According to the Committee, this year's Prize “concerns a central economic problem: how to match different agents as well as possible”.

Shapley made early theoretical inroads into the subject, using game theory to analyze different matching methods in the 1950s and 1960s.

Together with U.S. economist David Gale, he examined “pairwise matching,” by looking at how 10 women and 10 men could be coupled up, while respecting their individual preferences.

The studies were carried out with a focus on “stable matching” – that being the most efficient matching as possible of, for example, students with schools or organ donors with patients.

Roth was later responsible for putting Shapley’s work into practice with research carried out in the 1980s and 1990s.

“Even though these two researchers worked independently of one another, the combination of Shapley's basic theory and Roth's empirical investigations, experiments and practical design has generated a flourishing field of research and improved the performance of many markets,” the committee wrote in a statement.

Staffan Normark, permanent secretary of the Royal Swedish Academy, explained that it was the perfect match of the two economists themselves that led to their work being recognized by the Nobel Committee.

“Lloyd Shapley is a giant in the field of game theory with a huge number of fantastic accomplishments,” he told The Local.

“I think this is a good match to put these two individuals together for this prize with all the theoretical work in the beginning and you have a really practical outcome developed quite recently by Roth with, for example the kidney transplant system in matchmaking.”

“I think it’s a beautiful combination.”

Roth said he was sleeping when he got the call from the prize committee in California, where he is a visiting professor at Stanford University.

“I wasn’t expecting the prize but I was aware it was being awarded today," he said.

"I expected that Lloyd Shapley would win the prize."

In terms about what the prize means, he joked:

“When I go to class this morning, my students will pay more attention now," but added it was "too early" to speculate on how the win might affect the field.

Roth said he intends to travel to Stockholm for the Nobel award ceremony in December.

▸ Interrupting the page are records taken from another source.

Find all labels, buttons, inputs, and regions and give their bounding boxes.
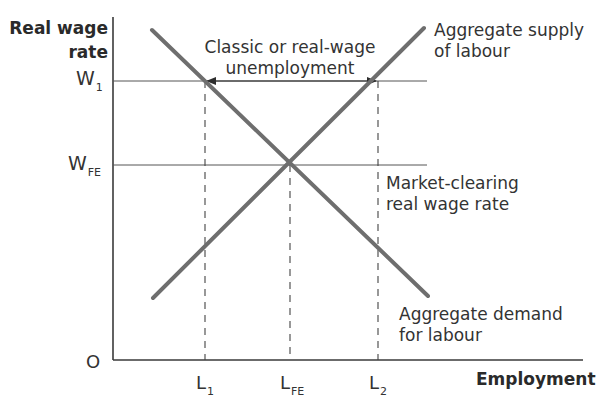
- x-tick-sub: 2: [380, 385, 387, 398]
- unemployment-annotation-line2: unemployment: [200, 58, 380, 79]
- x-tick-main: L: [196, 372, 206, 393]
- y-tick-main: W: [68, 152, 87, 174]
- x-tick-l1: L1: [196, 372, 214, 396]
- y-tick-main: W: [76, 67, 95, 89]
- unemployment-annotation: Classic or real-wage unemployment: [200, 37, 380, 79]
- x-tick-sub: FE: [291, 385, 304, 398]
- origin-label: O: [86, 351, 100, 372]
- y-axis-label: Real wage rate: [6, 16, 108, 64]
- demand-curve-label-line2: for labour: [399, 325, 563, 346]
- market-clearing-label-line2: real wage rate: [386, 194, 519, 215]
- y-tick-sub: FE: [88, 166, 101, 179]
- y-tick-wfe: WFE: [68, 153, 101, 177]
- x-tick-l2: L2: [369, 372, 387, 396]
- y-tick-w1: W1: [76, 68, 103, 92]
- x-tick-sub: 1: [207, 385, 214, 398]
- market-clearing-label-line1: Market-clearing: [386, 173, 519, 194]
- x-tick-lfe: LFE: [280, 372, 304, 396]
- demand-curve-label-line1: Aggregate demand: [399, 304, 563, 325]
- supply-curve-label-line1: Aggregate supply: [434, 20, 584, 41]
- supply-curve-label-line2: of labour: [434, 41, 584, 62]
- y-axis-label-line1: Real wage: [6, 16, 108, 40]
- market-clearing-label: Market-clearing real wage rate: [386, 173, 519, 215]
- x-tick-main: L: [280, 372, 290, 393]
- x-axis-label: Employment: [476, 369, 596, 390]
- demand-curve-label: Aggregate demand for labour: [399, 304, 563, 346]
- y-tick-sub: 1: [96, 81, 103, 94]
- x-tick-main: L: [369, 372, 379, 393]
- supply-curve-label: Aggregate supply of labour: [434, 20, 584, 62]
- y-axis-label-line2: rate: [6, 40, 108, 64]
- unemployment-annotation-line1: Classic or real-wage: [200, 37, 380, 58]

When asked how he would celebrate, he said: “I haven’t made any plans yet; coffee."

Roth, 60, is a professor at Harvard University in Boston. Shapley, 89, is a professor emeritus at University of California Los Angeles.

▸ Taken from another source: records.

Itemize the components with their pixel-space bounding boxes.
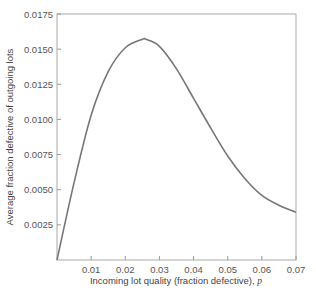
x-tick-label: 0.06 xyxy=(253,264,272,275)
plot-frame xyxy=(57,14,296,260)
y-tick-label: 0.0125 xyxy=(24,79,53,90)
x-tick-label: 0.05 xyxy=(218,264,237,275)
y-axis-label: Average fraction defective of outgoing l… xyxy=(4,48,15,225)
y-tick-label: 0.0175 xyxy=(24,9,53,20)
x-axis-label: Incoming lot quality (fraction defective… xyxy=(90,275,262,286)
x-axis-ticks: 0.010.020.030.040.050.060.07 xyxy=(82,256,305,275)
x-tick-label: 0.07 xyxy=(287,264,306,275)
y-tick-label: 0.0100 xyxy=(24,114,53,125)
y-axis-ticks: 0.00250.00500.00750.01000.01250.01500.01… xyxy=(24,9,61,231)
x-tick-label: 0.03 xyxy=(150,264,169,275)
y-tick-label: 0.0075 xyxy=(24,149,53,160)
y-tick-label: 0.0150 xyxy=(24,44,53,55)
aoq-chart: 0.00250.00500.00750.01000.01250.01500.01… xyxy=(0,0,316,298)
x-tick-label: 0.01 xyxy=(82,264,101,275)
x-tick-label: 0.02 xyxy=(116,264,135,275)
aoq-curve xyxy=(57,38,296,260)
y-tick-label: 0.0025 xyxy=(24,219,53,230)
y-tick-label: 0.0050 xyxy=(24,184,53,195)
x-tick-label: 0.04 xyxy=(184,264,203,275)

The Nobel Memorial Prize in Economic Sciences was the last of the 2012 Nobel awards to be announced.

It’s not technically a Nobel Prize, because unlike the five other awards it wasn’t established in the will of Alfred Nobel, a Swedish industrialist also known for inventing dynamite.

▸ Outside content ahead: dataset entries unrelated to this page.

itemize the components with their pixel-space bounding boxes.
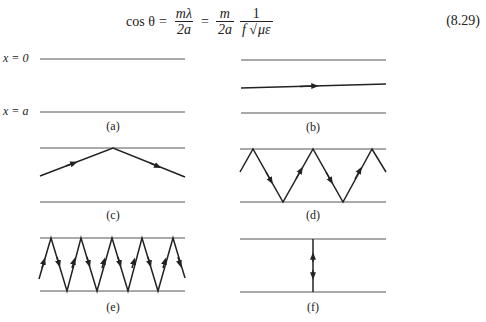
waveguide-ray-diagrams xyxy=(0,0,486,322)
arrow-down-icon xyxy=(326,172,331,181)
panel-a-plates xyxy=(40,59,185,112)
arrow-down-icon xyxy=(266,172,271,181)
arrow-down-icon xyxy=(148,257,150,264)
arrow-up-icon xyxy=(355,170,360,179)
panel-d-plates xyxy=(240,149,386,202)
panel-f-label: (f) xyxy=(307,300,319,315)
panel-b-label: (b) xyxy=(306,120,320,135)
panel-e-ray xyxy=(39,238,185,291)
panel-c-label: (c) xyxy=(106,208,119,223)
arrow-down-icon xyxy=(118,257,120,264)
panel-c-plates xyxy=(40,148,185,202)
panel-c-ray xyxy=(40,148,185,177)
arrow-down-right-icon xyxy=(150,163,158,167)
arrow-up-icon xyxy=(42,261,44,268)
panel-b-ray xyxy=(241,84,386,88)
arrow-down-icon xyxy=(87,257,89,264)
arrow-down-icon xyxy=(57,257,59,264)
panel-d-ray xyxy=(240,149,386,202)
arrow-up-icon xyxy=(296,170,301,179)
panel-d-label: (d) xyxy=(306,208,320,223)
arrow-up-right-icon xyxy=(66,163,74,166)
panel-a-label: (a) xyxy=(106,119,119,134)
panel-e-label: (e) xyxy=(106,300,119,315)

The economics prize was created by the Swedish central bank in Nobel’s memory in 1968, and has been handed out with the other prizes ever since. Each award is worth 8 million kronor ($1.2 million).

Last year’s economics prize went to U.S. economists Thomas Sargent and Christopher Sims for describing the cause-and-effect relationship between the economy and government policy.

The 2012 Nobel Prizes in medicine, physics, chemistry and literature and the Nobel Peace Prize were announced last week. All awards will be handed out on December 10th, the anniversary of Nobel’s death in 1896.